By Joseph Coleman
ASSOCIATED PRESS
2:13 a.m. August 17, 2004
TOKYO – Former chess champion Bobby Fischer's announcement that he is engaged to
a Japanese woman could win him sympathy among Japanese officials and help him
avoid deportation to the United States, his fiancee and one of his supporters
said Tuesday.
Fischer, wanted in the United States for allegedly violating international
sanctions on former Yugoslavia, was detained in Japan last month when he tried
to travel on an invalid American passport. He has been battling a deportation
order to the United States.
The chess legend's lawyer, Masako Suzuki, announced the marriage plan on Monday
as she pressed the U.S. State Department to send a consular officer to Fischer's
detention center outside of Tokyo so he could renounce his U.S. citizenship.
Fischer's fiancee, Miyoko Watai, the president of Japan's Chess Association and
a long-term friend of his, said in a statement Tuesday that the two first met in
1973 and had been living together in Japan for the past four years.
"We have taken the very serious decision to marry in the midst of this crisis in
the hope that disclosing ... that we have been living together as man and wife
might help the two of us return to that happy life we had been sharing," she
wrote.
Marriage to a Japanese citizen would not have any legal effect on the
deportation order against Fischer, but supporters hope the engagement will win
him some sympathy with the Japanese Justice Ministry, said Fischer adviser John
Bosnitch.
"This will have no legal bearing, but it is a humanitarian consideration that
these two individuals have been living as man and wife for four years," said
Bosnitch.
Fischer and Watai, however, face some legal hurdles before they can get married.
Under Japanese law, Fischer has to present proof he is a U.S. citizen and a U.S.
government document proving he is not already married to someone else.
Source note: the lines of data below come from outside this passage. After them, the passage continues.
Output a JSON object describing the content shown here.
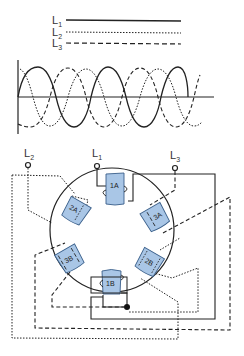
{
  "legend": {
    "items": [
      {
        "label": "L",
        "sub": "1",
        "style": "solid"
      },
      {
        "label": "L",
        "sub": "2",
        "style": "dotted"
      },
      {
        "label": "L",
        "sub": "3",
        "style": "dashed"
      }
    ]
  },
  "waveform": {
    "description": "Three-phase sine waves L1 (solid), L2 (dotted), L3 (dashed), 120 degrees apart",
    "phases": [
      "L1",
      "L2",
      "L3"
    ]
  },
  "motor": {
    "terminals": [
      {
        "label": "L",
        "sub": "2"
      },
      {
        "label": "L",
        "sub": "1"
      },
      {
        "label": "L",
        "sub": "3"
      }
    ],
    "poles": [
      {
        "label": "1A"
      },
      {
        "label": "2A"
      },
      {
        "label": "3A"
      },
      {
        "label": "3B"
      },
      {
        "label": "2B"
      },
      {
        "label": "1B"
      }
    ]
  },
  "colors": {
    "pole_fill": "#a9c6e6",
    "pole_stroke": "#3a5f8a",
    "line": "#222222"
  }
}
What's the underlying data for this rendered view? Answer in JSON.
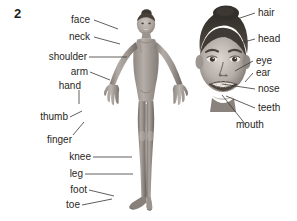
{
  "exercise": {
    "number": "2"
  },
  "figure": {
    "kind": "labelled-photo-diagram",
    "tone": "grayscale photograph"
  },
  "photos": [
    {
      "name": "full-body-photo",
      "alt": "Girl standing with arms out in a leotard"
    },
    {
      "name": "face-photo",
      "alt": "Close-up of girl's smiling face"
    }
  ],
  "labels_left": [
    {
      "id": "face",
      "text": "face"
    },
    {
      "id": "neck",
      "text": "neck"
    },
    {
      "id": "shoulder",
      "text": "shoulder"
    },
    {
      "id": "arm",
      "text": "arm"
    },
    {
      "id": "hand",
      "text": "hand"
    },
    {
      "id": "thumb",
      "text": "thumb"
    },
    {
      "id": "finger",
      "text": "finger"
    },
    {
      "id": "knee",
      "text": "knee"
    },
    {
      "id": "leg",
      "text": "leg"
    },
    {
      "id": "foot",
      "text": "foot"
    },
    {
      "id": "toe",
      "text": "toe"
    }
  ],
  "labels_right": [
    {
      "id": "hair",
      "text": "hair"
    },
    {
      "id": "head",
      "text": "head"
    },
    {
      "id": "eye",
      "text": "eye"
    },
    {
      "id": "ear",
      "text": "ear"
    },
    {
      "id": "nose",
      "text": "nose"
    },
    {
      "id": "teeth",
      "text": "teeth"
    },
    {
      "id": "mouth",
      "text": "mouth"
    }
  ],
  "colors": {
    "background": "#ffffff",
    "text": "#2a2724",
    "number": "#231f20",
    "leader_line": "#3a3734"
  }
}
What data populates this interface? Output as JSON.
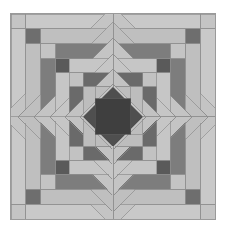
{
  "artwork": {
    "title": "Pineapple quilt block",
    "description": "Grayscale concentric octagonal pineapple quilt block composed of alternating light and dark trapezoid strips radiating from a central dark diamond with an inner darker square.",
    "canvas": {
      "width": 226,
      "height": 233,
      "background_color": "#ffffff"
    },
    "block": {
      "x": 10,
      "y": 13,
      "width": 206,
      "height": 207,
      "border_color": "#9a9a9a",
      "base_color": "#c9c9c9"
    },
    "palette": {
      "background": "#ffffff",
      "light": "#c9c9c9",
      "light_alt": "#bdbdbd",
      "mid": "#9c9c9c",
      "mid_dark": "#7b7b7b",
      "dark": "#636363",
      "darker": "#4f4f4f",
      "darkest": "#3c3c3c",
      "outline": "#8d8d8d",
      "center_diamond": "#4f4f4f",
      "center_square": "#3f3f3f"
    },
    "geometry": {
      "center_x": 103,
      "center_y": 103.5,
      "ring_count": 6,
      "symmetry": "4-fold rotational / octagonal",
      "rings": [
        {
          "index": 0,
          "name": "corner-triangles",
          "half_width": 103,
          "corner_color": "#c4c4c4",
          "edge_color": "#c9c9c9"
        },
        {
          "index": 1,
          "name": "ring-1-dark-diagonals",
          "half_width": 88,
          "corner_color": "#6e6e6e",
          "edge_color": "#bfbfbf"
        },
        {
          "index": 2,
          "name": "ring-2-light",
          "half_width": 73,
          "corner_color": "#c4c4c4",
          "edge_color": "#7d7d7d"
        },
        {
          "index": 3,
          "name": "ring-3-dark",
          "half_width": 58,
          "corner_color": "#5a5a5a",
          "edge_color": "#c6c6c6"
        },
        {
          "index": 4,
          "name": "ring-4-light",
          "half_width": 44,
          "corner_color": "#c2c2c2",
          "edge_color": "#6a6a6a"
        },
        {
          "index": 5,
          "name": "ring-5-dark",
          "half_width": 30,
          "corner_color": "#575757",
          "edge_color": "#c7c7c7"
        },
        {
          "index": 6,
          "name": "ring-6-light",
          "half_width": 18,
          "corner_color": "#c4c4c4",
          "edge_color": "#bdbdbd"
        }
      ],
      "center_diamond_radius": 30,
      "center_square_half": 18
    }
  },
  "chart_data": {
    "type": "other",
    "note": "Decorative geometric pattern; no quantitative data."
  }
}
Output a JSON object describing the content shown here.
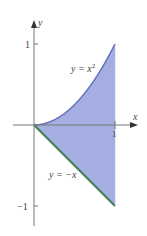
{
  "figure": {
    "axes": {
      "x_label": "x",
      "y_label": "y",
      "x_ticks": [
        {
          "value": 1,
          "label": "1"
        }
      ],
      "y_ticks": [
        {
          "value": 1,
          "label": "1"
        },
        {
          "value": -1,
          "label": "−1"
        }
      ]
    },
    "curves": [
      {
        "name": "upper",
        "equation_label_prefix": "y = x",
        "equation_label_sup": "2",
        "color": "#6670b8"
      },
      {
        "name": "lower",
        "equation_label": "y = −x",
        "color": "#3d7a4a"
      }
    ],
    "region": {
      "description": "Region between y = x^2 and y = -x for 0 <= x <= 1",
      "fill_color": "#a5aee0",
      "x_range": [
        0,
        1
      ]
    },
    "colors": {
      "axis": "#777777",
      "fill": "#a5aee0",
      "upper_curve": "#6670b8",
      "lower_line": "#3d7a4a"
    }
  }
}
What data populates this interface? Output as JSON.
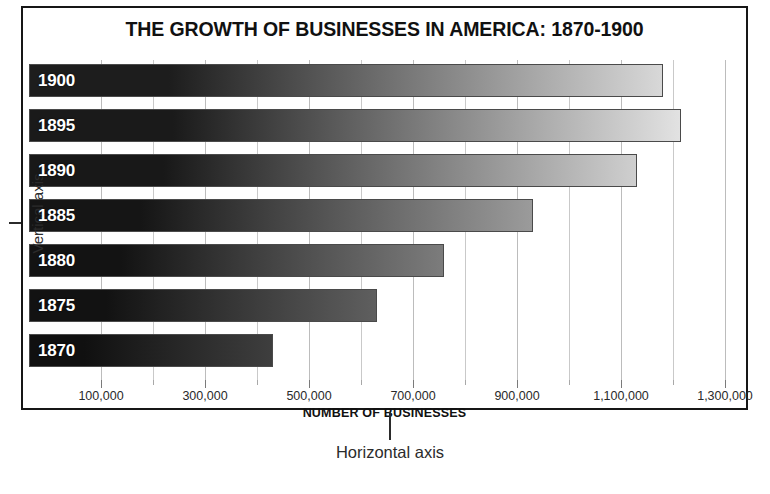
{
  "chart_data": {
    "type": "bar",
    "orientation": "horizontal",
    "title": "THE GROWTH OF BUSINESSES IN AMERICA: 1870-1900",
    "xlabel": "NUMBER OF BUSINESSES",
    "ylabel": "",
    "categories": [
      "1900",
      "1895",
      "1890",
      "1885",
      "1880",
      "1875",
      "1870"
    ],
    "values": [
      1180000,
      1215000,
      1130000,
      930000,
      760000,
      630000,
      430000
    ],
    "xlim": [
      0,
      1350000
    ],
    "xticks": [
      100000,
      300000,
      500000,
      700000,
      900000,
      1100000,
      1300000
    ],
    "xtick_labels": [
      "100,000",
      "300,000",
      "500,000",
      "700,000",
      "900,000",
      "1,100,000",
      "1,300,000"
    ],
    "xminor_ticks": [
      200000,
      400000,
      600000,
      800000,
      1000000,
      1200000
    ],
    "grid": true,
    "legend": null,
    "bars": [
      {
        "category": "1900",
        "value": 1180000,
        "fill_start": "#1d1d1d",
        "fill_end": "#d8d8d8"
      },
      {
        "category": "1895",
        "value": 1215000,
        "fill_start": "#1a1a1a",
        "fill_end": "#e2e2e2"
      },
      {
        "category": "1890",
        "value": 1130000,
        "fill_start": "#181818",
        "fill_end": "#cfcfcf"
      },
      {
        "category": "1885",
        "value": 930000,
        "fill_start": "#151515",
        "fill_end": "#9b9b9b"
      },
      {
        "category": "1880",
        "value": 760000,
        "fill_start": "#131313",
        "fill_end": "#7c7c7c"
      },
      {
        "category": "1875",
        "value": 630000,
        "fill_start": "#121212",
        "fill_end": "#5f5f5f"
      },
      {
        "category": "1870",
        "value": 430000,
        "fill_start": "#101010",
        "fill_end": "#3e3e3e"
      }
    ]
  },
  "annotations": {
    "vertical_axis": "Vertical axis",
    "horizontal_axis": "Horizontal axis"
  },
  "colors": {
    "frame": "#161616",
    "gridline": "#c9c9c9",
    "bar_border": "#4a4a4a",
    "text": "#111111",
    "annotation_text": "#2b2b2b"
  }
}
But he
cannot get those documents unless a U.S. consular officer visits him in his
detention center outside of Tokyo, Bosnitch said.
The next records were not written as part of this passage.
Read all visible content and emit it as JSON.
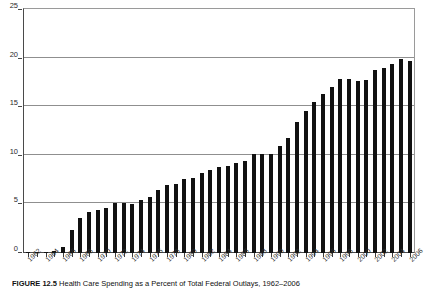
{
  "figure": {
    "caption_label": "FIGURE 12.5",
    "caption_body": "Health Care Spending as a Percent of Total Federal Outlays, 1962–2006",
    "caption_full": "FIGURE 12.5  Health Care Spending as a Percent of Total Federal Outlays, 1962–2006"
  },
  "chart_data": {
    "type": "bar",
    "title": "",
    "subtitle": "",
    "xlabel": "",
    "ylabel": "",
    "ylim": [
      0,
      25
    ],
    "yticks": [
      0,
      5,
      10,
      15,
      20,
      25
    ],
    "ytick_labels": [
      "0",
      "5",
      "10",
      "15",
      "20",
      "25"
    ],
    "grid": true,
    "grid_axis": "y",
    "legend": false,
    "legend_position": "none",
    "bar_color": "#111111",
    "categories": [
      "1962",
      "1963",
      "1964",
      "1965",
      "1966",
      "1967",
      "1968",
      "1969",
      "1970",
      "1971",
      "1972",
      "1973",
      "1974",
      "1975",
      "1976",
      "1977",
      "1978",
      "1979",
      "1980",
      "1981",
      "1982",
      "1983",
      "1984",
      "1985",
      "1986",
      "1987",
      "1988",
      "1989",
      "1990",
      "1991",
      "1992",
      "1993",
      "1994",
      "1995",
      "1996",
      "1997",
      "1998",
      "1999",
      "2000",
      "2001",
      "2002",
      "2003",
      "2004",
      "2005",
      "2006"
    ],
    "xtick_labels_shown": [
      "1962",
      "1964",
      "1966",
      "1968",
      "1970",
      "1972",
      "1974",
      "1976",
      "1978",
      "1980",
      "1982",
      "1984",
      "1986",
      "1988",
      "1990",
      "1992",
      "1994",
      "1996",
      "1998",
      "2000",
      "2002",
      "2004",
      "2006"
    ],
    "xtick_label_interval": 2,
    "xtick_label_rotation": -45,
    "values": [
      0.1,
      0.1,
      0.1,
      0.2,
      0.6,
      2.4,
      3.6,
      4.2,
      4.4,
      4.6,
      5.1,
      5.1,
      5.0,
      5.5,
      5.8,
      6.5,
      7.0,
      7.1,
      7.6,
      7.7,
      8.2,
      8.5,
      8.8,
      9.0,
      9.3,
      9.5,
      10.2,
      10.2,
      10.2,
      11.0,
      11.8,
      13.5,
      14.6,
      15.5,
      16.4,
      17.1,
      17.9,
      17.9,
      17.7,
      17.8,
      18.8,
      19.0,
      19.4,
      20.0,
      19.8
    ],
    "value_unit": "percent",
    "series": [
      {
        "name": "Health care spending share of federal outlays",
        "values": [
          0.1,
          0.1,
          0.1,
          0.2,
          0.6,
          2.4,
          3.6,
          4.2,
          4.4,
          4.6,
          5.1,
          5.1,
          5.0,
          5.5,
          5.8,
          6.5,
          7.0,
          7.1,
          7.6,
          7.7,
          8.2,
          8.5,
          8.8,
          9.0,
          9.3,
          9.5,
          10.2,
          10.2,
          10.2,
          11.0,
          11.8,
          13.5,
          14.6,
          15.5,
          16.4,
          17.1,
          17.9,
          17.9,
          17.7,
          17.8,
          18.8,
          19.0,
          19.4,
          20.0,
          19.8
        ]
      }
    ]
  },
  "colors": {
    "bar": "#111111",
    "grid": "#8f8f8f",
    "axis": "#4a4a4a",
    "text": "#2b2b2b",
    "background": "#ffffff"
  }
}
A U.S. Embassy official visited Fischer soon after he was detained, but the
embassy has not acted yet on a request for a follow-up visit. Fischer, an
outspoken critic of the United States, also wants the meeting so he can renounce
his American citizenship.
Watai, who has been active in supporting Fischer's case against deportation,
said the couple had previously kept their relationship private, even from their
closest friends.
But she said that "under the current difficult circumstances," the two decided
to reveal their romance.
"I am therefore releasing this statement about the background of our
relationship in order to stress that our feelings are genuine and are based on
our years of close companionship," Watai said in the statement, which was faxed
to news organizations in Tokyo.
The marriage announcement came as Fischer and his supporters were exploring
various ways of avoiding deportation.
He is fighting his detention and the deportation order in court. He has applied
for asylum in Japan and his supporters have mentioned plans to apply for refugee
status with the United Nations High Commissioner for Refugees.
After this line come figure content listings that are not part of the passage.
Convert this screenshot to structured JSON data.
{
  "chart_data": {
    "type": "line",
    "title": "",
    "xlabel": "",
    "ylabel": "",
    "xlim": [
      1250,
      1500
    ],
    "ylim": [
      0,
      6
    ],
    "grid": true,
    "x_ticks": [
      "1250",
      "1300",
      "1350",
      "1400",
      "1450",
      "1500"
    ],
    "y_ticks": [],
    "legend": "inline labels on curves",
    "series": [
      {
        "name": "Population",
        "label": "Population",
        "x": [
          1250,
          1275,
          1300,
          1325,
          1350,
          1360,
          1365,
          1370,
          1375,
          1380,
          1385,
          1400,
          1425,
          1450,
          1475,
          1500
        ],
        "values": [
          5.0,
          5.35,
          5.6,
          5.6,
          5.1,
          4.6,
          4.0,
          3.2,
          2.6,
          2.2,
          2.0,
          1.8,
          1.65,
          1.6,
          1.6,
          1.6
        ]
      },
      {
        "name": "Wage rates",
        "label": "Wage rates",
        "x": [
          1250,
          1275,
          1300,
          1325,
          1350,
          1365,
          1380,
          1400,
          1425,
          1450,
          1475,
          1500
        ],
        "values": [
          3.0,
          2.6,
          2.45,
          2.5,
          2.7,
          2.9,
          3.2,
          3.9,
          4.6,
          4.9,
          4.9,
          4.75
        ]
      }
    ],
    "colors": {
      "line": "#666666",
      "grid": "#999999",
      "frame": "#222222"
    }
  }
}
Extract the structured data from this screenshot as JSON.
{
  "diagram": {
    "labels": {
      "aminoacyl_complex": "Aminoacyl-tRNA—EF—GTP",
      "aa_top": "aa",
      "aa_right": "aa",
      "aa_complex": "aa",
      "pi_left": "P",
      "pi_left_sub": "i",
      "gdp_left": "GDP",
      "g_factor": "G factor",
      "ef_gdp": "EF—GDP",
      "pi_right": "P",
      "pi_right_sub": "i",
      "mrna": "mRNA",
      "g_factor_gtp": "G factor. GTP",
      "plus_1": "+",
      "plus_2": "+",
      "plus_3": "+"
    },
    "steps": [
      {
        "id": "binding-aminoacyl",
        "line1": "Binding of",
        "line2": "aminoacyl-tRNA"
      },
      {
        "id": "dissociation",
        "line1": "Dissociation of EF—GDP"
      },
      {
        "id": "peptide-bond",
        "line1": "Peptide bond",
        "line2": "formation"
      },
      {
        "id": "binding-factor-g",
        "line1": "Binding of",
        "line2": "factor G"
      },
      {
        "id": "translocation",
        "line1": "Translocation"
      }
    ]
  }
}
At the same time, he is attempting to renounce his U.S. citizenship. Fischer's
animosity toward his homeland is well-known, and he once praised the Sept. 11,
2001, terrorist attacks in a radio interview, saying America should be "wiped
out."
Fischer soared to fame when he defeated Boris Spassky of the Soviet Union in a
series of games in Reykjavik, Iceland, in 1972. The Cold War win made him the
first U.S. world champion in more than a century.
Increasingly erratic and reclusive, he lost his title as world champion in 1978
and then largely vanished from the public eye until he reappeared to play a
rematch in the former Yugoslavia against Spassky in 1992.
Though Fischer won, and took home more than $3 million in prize money, he played
in violation of United Nations' sanctions and has been wanted in the United
States ever since.
Open Letter

Japan Chess Association President Miyoko Watai reads a statement regarding her marriage plan with former chess champion Bobby Fischer, in Tokyo. Fischer's announcement that he is engaged to Watai could win him sympathy among Japanese officials and help him avoid deportation to the United States, Watai and his supporters say.